Let's imagine that the robots we will have in the future are going to be released the same amount of years apart as the different iPhone models. Let's assume there were four robots before the NS-5 came around. There have been six different iPhones, released a year apart from one another. So, working with that time frame, the first robot in i, Robot was revealed to a presumably amazed general public in the year 2030. There would have been around a year or two's worth of speculation over the idea and design - which means we can expect to hear about fully functional robots as clever and as animated as Sonny hitting the shelves by 2028 - 16 years from now. That's three years longer than it took us to get from the Nokia 3210 to the iPhone 5.
It may boggle the mind, but if you think about it for long enough you begin to realise that it's probably quite possible. Take a look at the following video and you could be convinced we might even beat Dr. Alfred Lanning's 23 year deadline:
In the early 2000's we were wonderfully entertained by a robot that looked like a skeleton climbing a rope on the BBC's Olympic version of Robot Wars, 'Techno Games'. A tad more than ten years later and we've landed a cute little robot called 'Curiosity' on Mars - fucking Mars! - and he may well answer the human race's biggest question: "Is there life out there?"
This year's Prometheus landed on the distant moon LV-223 in 2089, with a little help from David - a convincingly fleshy and human-looking robot that's capable of mimicking and understanding human emotion as well as recognising the fact he has a mind of his own. He can question his own existence, the meaning of his own life and, as a result, he's more than a little bit frightening in a 'Lawrence of Arabia' sort of way. If Ridley Scott's dates are at all realistic, we can expect to see the following advert on our hi-def holographic televisions in 77 years...

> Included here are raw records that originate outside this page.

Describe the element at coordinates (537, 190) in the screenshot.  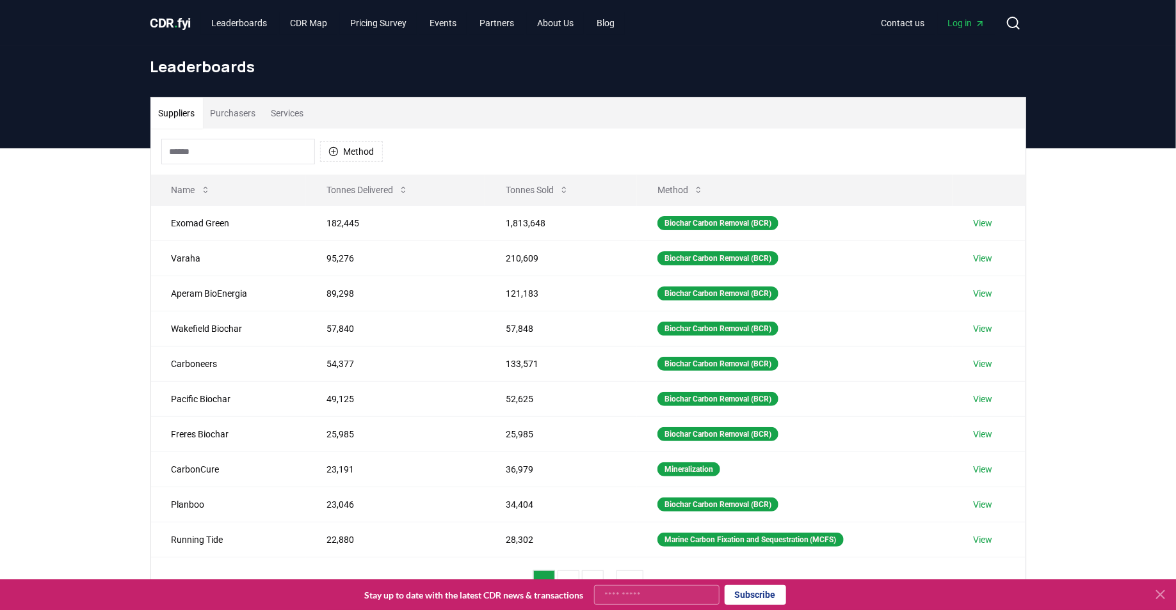
I see `button: Tonnes Sold` at that location.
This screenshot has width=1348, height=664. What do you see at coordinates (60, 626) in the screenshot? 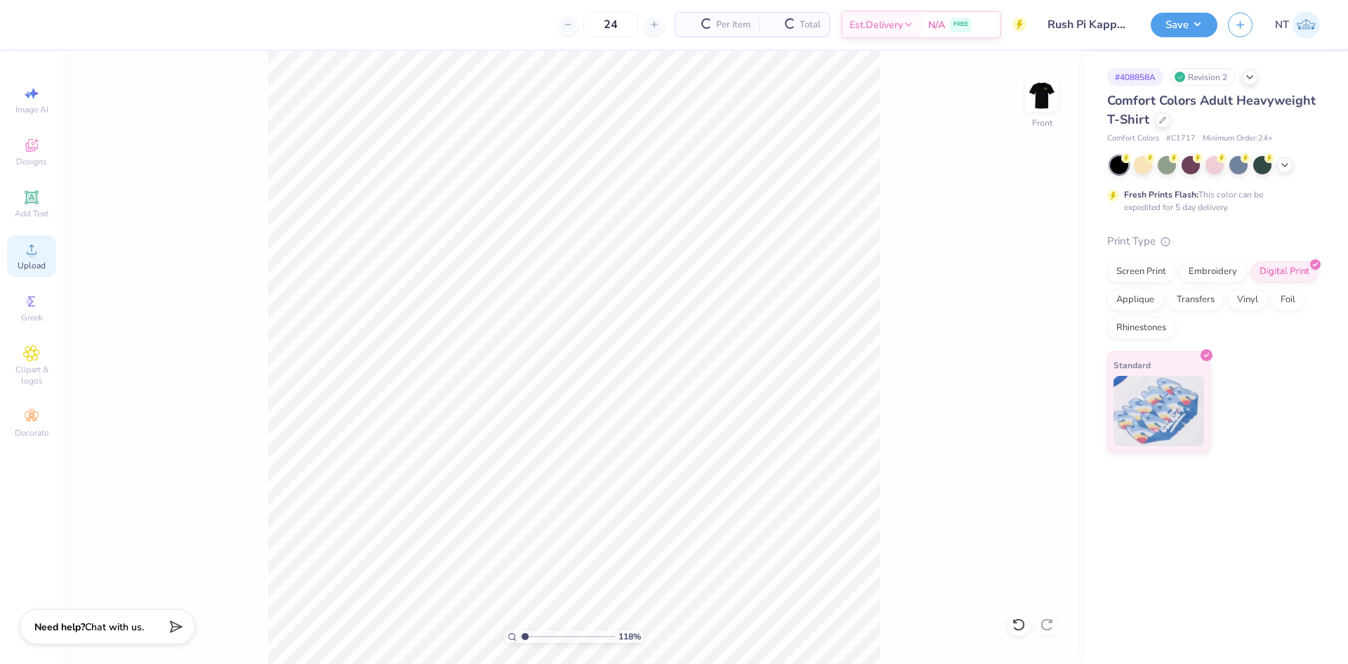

For the moment we'll have to make do with face time and Temple Run, but give it a few decades and we'll more than likely be having our packed lunches put together by C-3PO. But, if the thought of waiting so long depresses you, perk yourself up by quickly masturbating over this photograph of butt-naked Will Smith in the shower... then rush out and give HMV some of your hard-earned cash to have an oggle at it in 3D!
Feeling better already! Rumour has it that digitally removing Will Smith's massive penis from this scene was the most expensive piece of CGI in the entire movie. Or something. Maybe not.